When we hear about science funding, there are two conflicting narratives at play: On one hand, scientists should work more closely with industry to answer questions that can be quickly turned into marketable products and services; on the other, when scientists are embedded too closely with industry, it is impossible to separate good science from good marketing. Like embedding journalists with the United Stated military, getting scientists closer to the front line can result in better reporting, yet it can also result in a biased and self-interested view.
The standard solution to the conflict between financial dependency and intellectual independence has been the disclosure of potential conflicts of interests (COI). Researchers and physicians should be free to open their hands (and their pockets) to industry influence, but they need to be completely transparent about these relationships.
Readers have a right to know if a group of authors have a financial stake in a product their paper is promoting, and it’s the job of the editorial office to ask for, and report on, these relationships. Patients have a right to know if their physician receives honoraria and speaking fees from a particular pharmaceutical company, which may explain why Dr. X always insists on prescribing a brand name drug over its generic alternative. And approval agencies, like the Food and Drug Administration, need to know whether the scientists it appoints to its review boards have vested interests in the outcomes of their decisions.
Expertise often comes with competing interests, and unless we wish to isolate the Ivory Tower from the rest of society, the former often comes with the latter. The goal is not to prevent those with competing interests from participating in important decisions — that would greatly depreciate the pool of credible experts — but to disclose those competing interests.
Over the years, journal editors, universities, hospitals, and granting institutions have been pressing for increased disclosure from their authors, employees and grant applicants. Scientists claim that the administration required to fill out these disclosure forms has been growing, and a lack of standardization means that a single COI form cannot be shared with many organizations. Often, COIs need to be updated annually.
In a piece appearing in the November 28 issue of the Journal of the American Medical Association, physicians Allan Lichter and Ross McKinney argue that a lack of standardization in COI disclosures increases the administrative burden on physicians and increases the chances of being accused of incomplete and misleading statements. As a solution, their committee — facilitated by the Institute of Medicine — recommends the creation of a centralize database for the disclosure and reporting of interests.
The Institute of Medicine report describes how such a system would work. Individuals would fill out fields that are designed for his/her functional role (e.g. as a researcher, author, reviewer, FDA advisor). The information would be stored in a secured — not public — database. Access is then facilitated when the individual provides the requester with a permit to “unlock” that record. A trusted institution may be provided with permanent access.

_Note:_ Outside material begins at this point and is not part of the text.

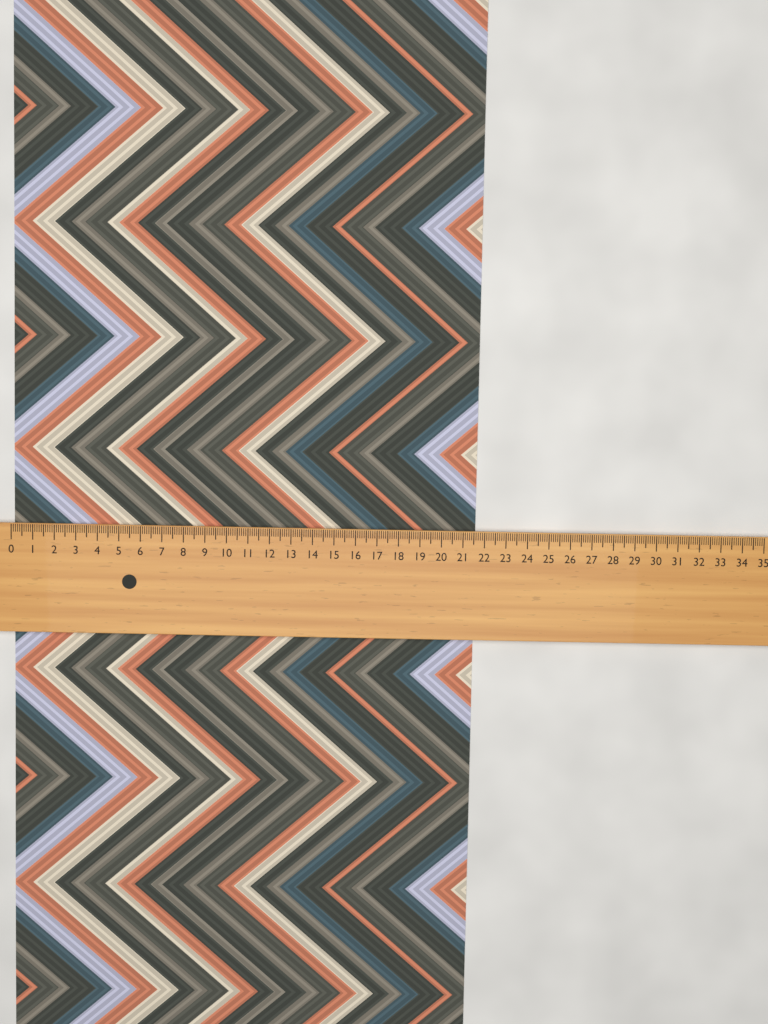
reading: 21.6 (no unit)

While the committee does an excellent job outlining the rationale and potential mechanism for how a centralized COI disclosure database would work, it is less clear about how it would be established, who would take control for its operation, and how it would be funded. The report proposes a non-profit company working under a subscription or membership model, but the details on who would be responsible and accountable for its operation are less clear.
In my mind, the difficulty in implementing such a centralized resource is that its beneficiaries comprise too many interest groups. Getting them all to agree and support the initiative is going to be difficult. While publishers would certainly benefit from a central disclosure database, it would be unfair to ask them to foot the bill when universities, granting institutions, hospitals, biomedical companies, government agencies and the general public all benefit, directly or indirectly, from the creation of the dataset. If there was ever a case for supporting a public good, this would be it. However, the US federal government has not been very diligent with enforcing its own policies, or does so selectively. And giving this role to the government may make it susceptible to funding issues or lobbying from industry who has an interest in minimizing its effect.
Among all of the stakeholders, individual researchers and clinicians reap the greatest benefits, in terms of time savings, for adopting a centralized COI database. They also suffer the consequences — article retraction, grant funding denial, and censure — for refusing to keep their records current and complete. Unless an organization requires that all submissions come from the database, an individual could still chose to submit COI details manually. So, rather than thinking of the COI database as a public good — a diffuse resource that someone else should fund and manage — it may be much more practical to think of it as a productivity tool for individuals, no different than a word processor or spreadsheet, purchased by those who need it most, or by those who employ these individuals.
Discussion
2 Thoughts on "Scientists Propose Central Database for Disclosing Conflicts of Interest"
Even with full disclosure, how does one really know whether an article reflects any bias in its findings or not? And if the same research is conducted by multiple scientists each with a different potential conflict of interest and each coming up with different findings, how does one determine which, if any, of the articles offers the closest approximation to the truth?
[In the interests of full disclosure I am a member of the committee headed by Drs. Lichter and McKinney.]
The committee felt that, in the main, individual scientists would not be happy with the government holding their COI data. Therefore any “institution” creating the database discussed would need to be a different kind of entity. As Phil points out, there are a lot of [different kinds of] institutions who would benefit from a centralized repository, so there should be some viable business models. Many of the different types of institutions involved were represented on the IOM committee and everyone was enthusiastic about the idea.
There is a group of people looking into the question of how what a business model and a “housing” entity might look like. They are due to report back to the committee in a few months.